The full range of values is used.
Globally, spatial order is decorative; each pane seems to reside against the
picture plane through gestalt/close edge and touch. The cells themselves tend
to carry decorative space as well, with a single subject in most of them. I would make the argument that approximate symmetry
applies to this work. Individual, cell-like panes are the first component part,
followed by the individual roses or subjects that occupy those cells. Elements
of varying densities but roughly similar sizes are distributed in a way that
promotes stability more than disorder.
Rounded organic shapes contrast against the rectilinear mechanical character of
the cells they occupy. The canvas itself creates a higher-tier cell. Generally,
dense colors and values occupy the upper portion of the canvas, while lighter ones
occupy the opposite. Values reside on the terminals of the scale, for the most
part, although some mid-tones are used.

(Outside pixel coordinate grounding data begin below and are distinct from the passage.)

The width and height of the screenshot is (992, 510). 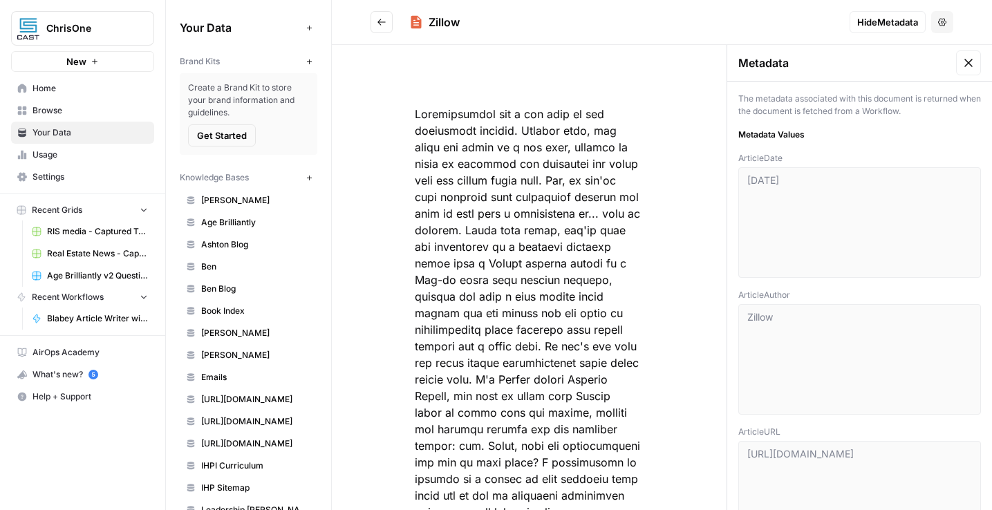 I want to click on a: Ben Blog, so click(x=248, y=289).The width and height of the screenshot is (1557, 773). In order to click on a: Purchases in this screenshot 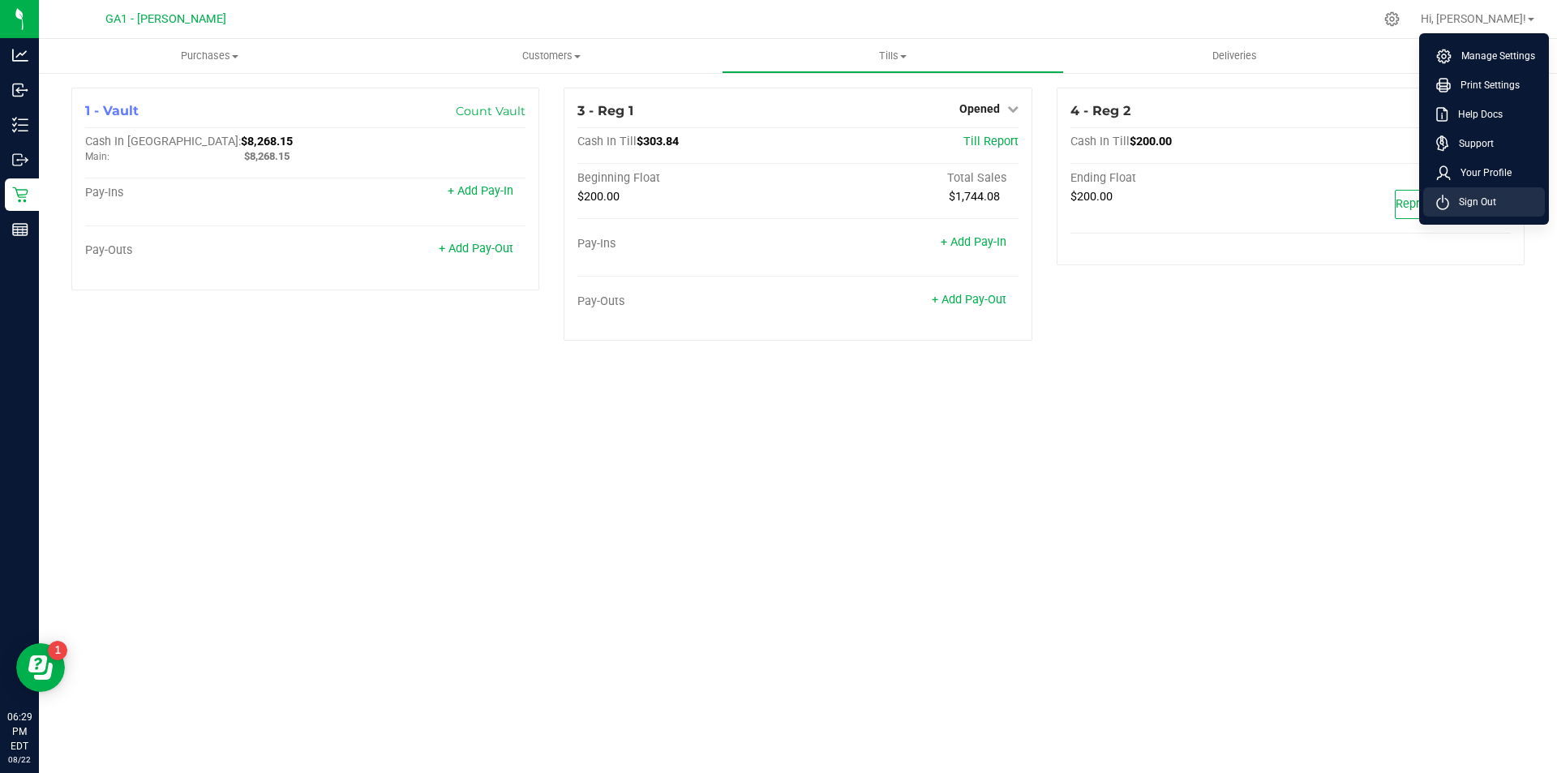, I will do `click(209, 56)`.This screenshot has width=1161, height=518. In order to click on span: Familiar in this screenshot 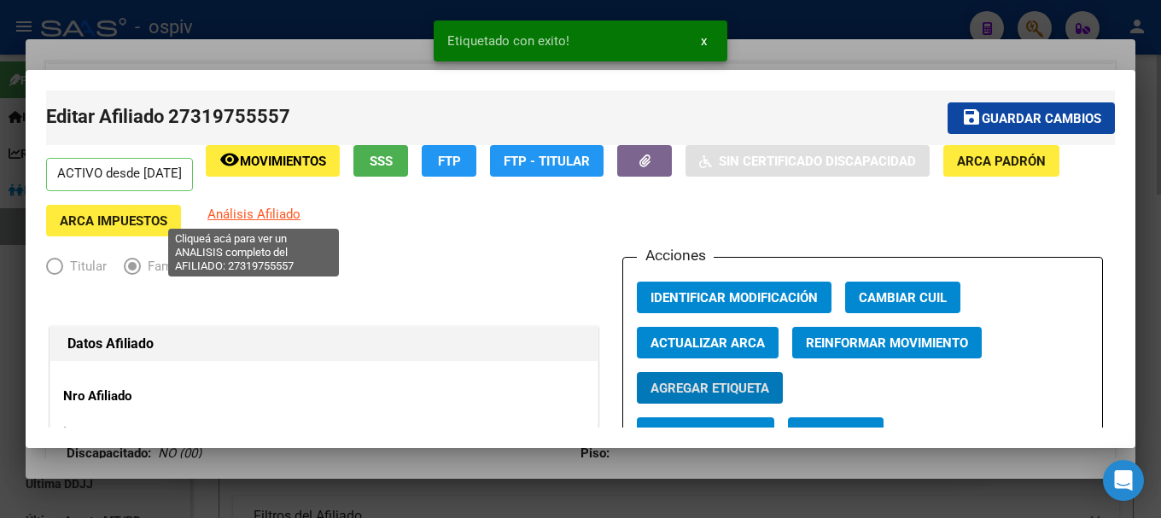, I will do `click(167, 266)`.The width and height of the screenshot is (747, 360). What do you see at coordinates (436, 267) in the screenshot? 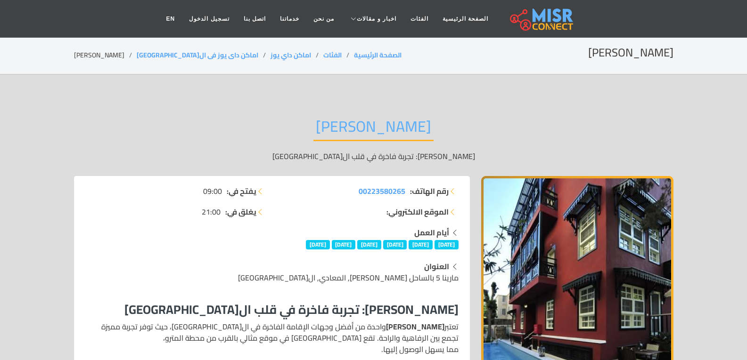
I see `strong: العنوان` at bounding box center [436, 267].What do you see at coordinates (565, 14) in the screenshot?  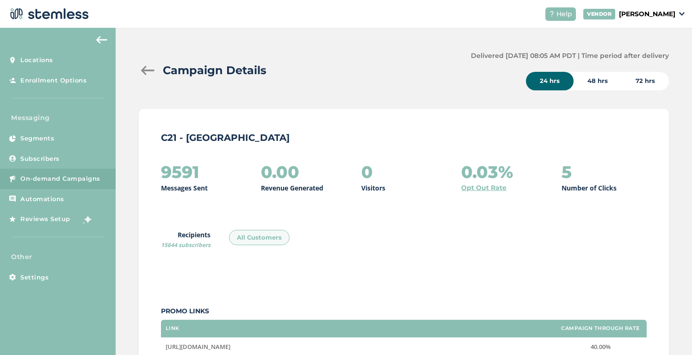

A unique, somewhat rough texture binds
the entire work together.
There are some areas in this work that are characterized by tension and
contrasts. Abrupt dark versus light tones are the most noticeable, followed by areas
with elemental chaos and areas with a striking complementary color strategy.
These contrasts are presented against a harmonious background of static shapes
and analogous color cells. This work is an excellent example of the theme-strategy of creating a visual
composition. Nix is able to keep the subject engaging by calibrating a handful
of formal elements, including field compression, color and value strategies.